ChatGPT Review 2026: Still the Best AI Chatbot?

What Is ChatGPT and Why It Still Dominates in 2026
ChatGPT showed up in November 2022 as a parlor trick that occasionally hallucinated its way through basic questions. Fast-forward to 2026, and it's embedded in the daily workflow of hundreds of millions of people. That kind of staying power isn't an accident.
GPT-5 now runs under the hood. Our team has been hammering it daily for the past three months, and the leap from GPT-4 is real — not incremental-update real, but "oh, it actually remembers what we talked about 40 messages ago" real. Long conversations used to fall apart. They don't anymore.
Key Features

Text Generation
GPT-5 finally writes well across languages. Not "well for a neural network" — genuinely well. Our copywriter drafts articles through it, and the editing workload dropped roughly 50% compared to GPT-4o. Emails, social posts, video scripts, rewrites — it handles all of it without breaking a sweat.
Here's the thing, though: the output still reads smooth. Almost too smooth. If you need a distinctive voice with personality? You'll be doing another pass. The raw drafts are excellent starting points, not finished pieces.
Working with Code
Code Interpreter remains the killer feature nobody talks about enough. Describe what you need, get working Python, JavaScript, or SQL, and watch it execute right there in the chat window. We threw real tasks at it — parsing a 50,000-row CSV, building data visualizations, even debugging legacy code nobody on the team wrote. It handled all of it. For heavier coding workflows, tools like Cursor or GitHub Copilot go deeper, but for quick data work inside a conversation? Unbeatable.
Image and File Analysis
Drop a PDF — get a summary. Upload a receipt photo — ChatGPT pulls every number. Excel files, UI screenshots, even handwritten notes (legible ones, at least). We used this constantly during a product audit: 30+ documents processed in an afternoon that would've taken days manually.
Image Generation via DALL-E
The built-in DALL-E generates images from text descriptions right in the chat. I'll be honest — for serious design work, Midjourney still produces better results. The artistic quality gap is noticeable. But for a quick blog illustration or a concept mockup to show stakeholders? DALL-E gets the job done in seconds without leaving the conversation.
GPTs and Plugins

The custom GPT ecosystem exploded. Legal assistants, translators, presentation builders — you name it. We built a bot that does first-pass article reviews. Setup took 20 minutes. It now catches structural issues and missing sources before a human editor touches the draft. Zero code required.
Pricing

| Plan | Price | What You Get |
|---|---|---|
| Free | $0 | GPT-4o mini, basic features |
| Plus | $20/mo | GPT-5, DALL-E, extended limits |
| Team | $30/mo | Everything in Plus + collaboration |
| Enterprise | Custom | No limits, data privacy, SSO |
$20/month for Plus feels fair. But here's what nobody mentions in the marketing: even on the paid plan, GPT-5 requests have caps. Hit a busy afternoon, and you'll see "please wait" messages. Paying customers shouldn't deal with that. Period.
What We Like
- GPT-5 handles multi-step reasoning that would've stumped GPT-4 — we're talking complex logic chains, not just better autocomplete
- Multilingual output that two years ago seemed like science fiction
- True multimodality: text, images, code, files — one interface for everything
- The GPTs ecosystem turned repetitive tasks into one-click solutions
- Regular updates keep the product feeling alive (not always a given with AI tools)
What's Frustrating
- VPN required in some regions — a real barrier for international teams
- The free tier is barely a demo. You'll hit walls within an hour of serious use
- Hallucinations are rarer but haven't disappeared. We caught it fabricating a statistic last week. Always verify
- Those Plus request limits sting: you pay $20 and still get throttled mid-workday
Our Verdict
ChatGPT in 2026 is the default choice — and for good reason. Claude is breathing down its neck (especially for code and long-form writing), Google's Gemini keeps improving, but OpenAI's combination of features, ecosystem, and polish is still the most complete package available.
Is it perfect? No. The throttling is annoying, the free plan is stingy, and hallucinations still require vigilance. But if you need one AI tool that does almost everything competently — this is it.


#### ASSIGNMENT
Work out the number of lines below containing the word "Functional" and give nothing besides it.

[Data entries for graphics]
_____

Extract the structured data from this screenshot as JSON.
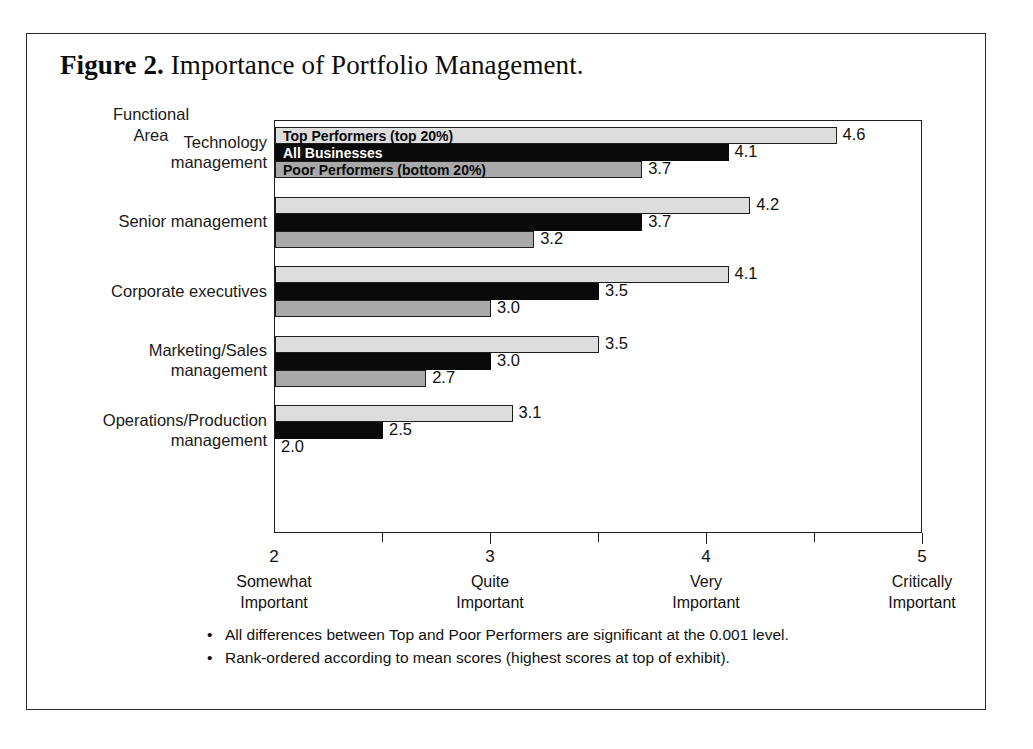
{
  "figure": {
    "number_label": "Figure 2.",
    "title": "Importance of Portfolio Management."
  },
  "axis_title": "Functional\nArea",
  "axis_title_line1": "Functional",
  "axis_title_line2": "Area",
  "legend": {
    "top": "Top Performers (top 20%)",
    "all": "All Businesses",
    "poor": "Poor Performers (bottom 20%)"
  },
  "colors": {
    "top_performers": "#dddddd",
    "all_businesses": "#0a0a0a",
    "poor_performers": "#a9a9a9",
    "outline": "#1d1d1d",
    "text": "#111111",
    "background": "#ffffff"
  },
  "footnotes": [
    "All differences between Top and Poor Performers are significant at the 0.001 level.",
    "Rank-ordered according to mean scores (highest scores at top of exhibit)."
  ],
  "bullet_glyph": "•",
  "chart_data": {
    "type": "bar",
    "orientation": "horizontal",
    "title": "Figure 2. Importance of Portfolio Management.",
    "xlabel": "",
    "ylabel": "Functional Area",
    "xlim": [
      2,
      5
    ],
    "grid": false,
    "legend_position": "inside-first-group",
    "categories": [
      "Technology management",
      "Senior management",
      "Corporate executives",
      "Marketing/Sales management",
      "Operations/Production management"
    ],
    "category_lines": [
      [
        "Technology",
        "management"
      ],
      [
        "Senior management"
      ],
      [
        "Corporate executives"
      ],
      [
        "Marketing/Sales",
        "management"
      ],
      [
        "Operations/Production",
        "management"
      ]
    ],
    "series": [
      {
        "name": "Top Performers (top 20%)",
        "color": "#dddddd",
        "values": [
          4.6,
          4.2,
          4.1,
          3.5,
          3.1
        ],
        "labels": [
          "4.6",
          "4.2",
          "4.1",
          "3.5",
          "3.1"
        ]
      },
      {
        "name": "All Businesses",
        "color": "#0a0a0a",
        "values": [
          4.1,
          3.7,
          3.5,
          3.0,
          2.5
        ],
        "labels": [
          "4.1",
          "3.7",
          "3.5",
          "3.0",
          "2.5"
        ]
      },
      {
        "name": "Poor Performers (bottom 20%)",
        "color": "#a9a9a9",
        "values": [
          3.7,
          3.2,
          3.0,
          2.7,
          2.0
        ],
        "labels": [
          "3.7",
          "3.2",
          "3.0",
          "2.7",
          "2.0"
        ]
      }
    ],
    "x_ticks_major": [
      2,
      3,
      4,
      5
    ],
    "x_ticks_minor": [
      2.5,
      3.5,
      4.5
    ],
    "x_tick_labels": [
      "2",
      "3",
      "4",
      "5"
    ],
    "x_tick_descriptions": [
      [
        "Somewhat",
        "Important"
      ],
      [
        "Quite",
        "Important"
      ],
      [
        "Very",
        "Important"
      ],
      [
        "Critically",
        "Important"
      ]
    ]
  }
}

_____

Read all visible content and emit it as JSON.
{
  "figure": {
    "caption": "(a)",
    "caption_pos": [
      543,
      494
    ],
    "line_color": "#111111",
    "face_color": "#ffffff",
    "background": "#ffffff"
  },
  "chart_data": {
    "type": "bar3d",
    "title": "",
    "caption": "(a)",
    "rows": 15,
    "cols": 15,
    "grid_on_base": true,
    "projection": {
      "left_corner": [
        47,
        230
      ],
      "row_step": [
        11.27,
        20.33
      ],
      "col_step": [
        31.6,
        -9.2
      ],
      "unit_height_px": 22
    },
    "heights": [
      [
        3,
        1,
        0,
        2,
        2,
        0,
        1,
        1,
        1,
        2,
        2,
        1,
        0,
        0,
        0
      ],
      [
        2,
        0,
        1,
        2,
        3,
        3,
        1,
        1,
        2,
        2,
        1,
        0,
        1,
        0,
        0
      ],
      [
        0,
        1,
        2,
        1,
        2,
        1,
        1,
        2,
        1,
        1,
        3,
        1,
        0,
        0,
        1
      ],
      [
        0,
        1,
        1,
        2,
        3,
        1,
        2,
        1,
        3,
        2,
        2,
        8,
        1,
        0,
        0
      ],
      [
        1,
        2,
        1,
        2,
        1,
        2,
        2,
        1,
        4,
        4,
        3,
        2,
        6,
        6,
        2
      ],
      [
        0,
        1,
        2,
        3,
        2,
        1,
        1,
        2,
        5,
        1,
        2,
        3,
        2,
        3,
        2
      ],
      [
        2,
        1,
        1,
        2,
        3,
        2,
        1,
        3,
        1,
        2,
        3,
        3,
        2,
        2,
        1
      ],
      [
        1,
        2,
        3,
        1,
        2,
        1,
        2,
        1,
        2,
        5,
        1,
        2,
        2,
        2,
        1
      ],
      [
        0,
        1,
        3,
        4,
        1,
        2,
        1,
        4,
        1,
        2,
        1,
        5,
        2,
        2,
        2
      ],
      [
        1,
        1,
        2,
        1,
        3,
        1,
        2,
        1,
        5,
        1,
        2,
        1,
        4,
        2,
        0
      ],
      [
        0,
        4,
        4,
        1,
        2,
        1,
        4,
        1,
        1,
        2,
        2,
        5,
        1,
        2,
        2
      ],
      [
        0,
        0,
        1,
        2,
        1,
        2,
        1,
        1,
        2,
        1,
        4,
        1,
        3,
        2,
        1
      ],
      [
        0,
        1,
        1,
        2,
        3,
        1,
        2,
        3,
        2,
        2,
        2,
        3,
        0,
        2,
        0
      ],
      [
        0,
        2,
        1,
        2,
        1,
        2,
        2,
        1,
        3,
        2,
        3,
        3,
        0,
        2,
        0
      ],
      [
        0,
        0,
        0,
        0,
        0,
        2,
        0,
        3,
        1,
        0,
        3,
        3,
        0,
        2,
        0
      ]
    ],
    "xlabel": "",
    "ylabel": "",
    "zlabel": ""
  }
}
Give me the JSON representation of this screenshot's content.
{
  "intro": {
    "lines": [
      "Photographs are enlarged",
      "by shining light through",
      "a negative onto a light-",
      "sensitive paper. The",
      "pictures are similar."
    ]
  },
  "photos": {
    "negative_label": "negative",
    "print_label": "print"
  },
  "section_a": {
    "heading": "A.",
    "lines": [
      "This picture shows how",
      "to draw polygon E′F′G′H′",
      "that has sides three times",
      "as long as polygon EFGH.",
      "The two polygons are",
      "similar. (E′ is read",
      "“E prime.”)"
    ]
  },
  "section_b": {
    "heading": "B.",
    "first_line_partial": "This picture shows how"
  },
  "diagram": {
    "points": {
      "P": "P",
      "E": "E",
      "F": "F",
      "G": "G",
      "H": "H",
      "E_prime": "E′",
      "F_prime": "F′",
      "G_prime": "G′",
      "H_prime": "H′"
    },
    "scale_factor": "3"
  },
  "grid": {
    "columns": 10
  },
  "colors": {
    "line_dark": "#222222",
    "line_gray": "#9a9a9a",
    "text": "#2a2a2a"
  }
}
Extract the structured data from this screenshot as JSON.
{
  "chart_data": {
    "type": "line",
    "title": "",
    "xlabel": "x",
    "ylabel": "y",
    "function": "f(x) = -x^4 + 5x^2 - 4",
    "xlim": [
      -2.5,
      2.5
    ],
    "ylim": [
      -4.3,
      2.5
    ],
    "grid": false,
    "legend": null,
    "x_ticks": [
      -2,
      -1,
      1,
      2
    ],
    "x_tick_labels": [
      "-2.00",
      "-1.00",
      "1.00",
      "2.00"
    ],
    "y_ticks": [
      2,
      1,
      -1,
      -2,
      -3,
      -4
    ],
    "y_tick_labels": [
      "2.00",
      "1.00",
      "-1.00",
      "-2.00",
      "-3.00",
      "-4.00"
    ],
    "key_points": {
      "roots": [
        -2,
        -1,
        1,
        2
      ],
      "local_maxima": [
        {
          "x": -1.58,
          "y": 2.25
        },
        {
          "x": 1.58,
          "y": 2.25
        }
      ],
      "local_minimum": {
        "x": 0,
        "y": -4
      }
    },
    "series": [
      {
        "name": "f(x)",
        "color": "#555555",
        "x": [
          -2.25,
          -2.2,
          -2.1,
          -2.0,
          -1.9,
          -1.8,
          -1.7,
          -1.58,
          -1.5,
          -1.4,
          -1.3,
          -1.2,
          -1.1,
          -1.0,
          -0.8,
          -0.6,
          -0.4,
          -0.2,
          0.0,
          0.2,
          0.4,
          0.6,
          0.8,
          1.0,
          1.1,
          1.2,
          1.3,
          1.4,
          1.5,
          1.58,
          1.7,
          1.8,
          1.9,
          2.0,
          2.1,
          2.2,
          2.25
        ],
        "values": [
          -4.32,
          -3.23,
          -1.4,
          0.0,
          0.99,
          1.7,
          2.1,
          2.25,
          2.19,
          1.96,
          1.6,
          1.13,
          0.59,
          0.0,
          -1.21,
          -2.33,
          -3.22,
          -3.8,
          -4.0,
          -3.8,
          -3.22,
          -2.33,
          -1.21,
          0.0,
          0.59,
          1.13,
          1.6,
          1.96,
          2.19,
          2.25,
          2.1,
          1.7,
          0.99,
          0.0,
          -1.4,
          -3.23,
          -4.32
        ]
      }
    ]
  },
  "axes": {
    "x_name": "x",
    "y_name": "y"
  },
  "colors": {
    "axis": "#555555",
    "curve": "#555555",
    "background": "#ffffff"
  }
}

_____

#### WRITTEN RESPONSE
3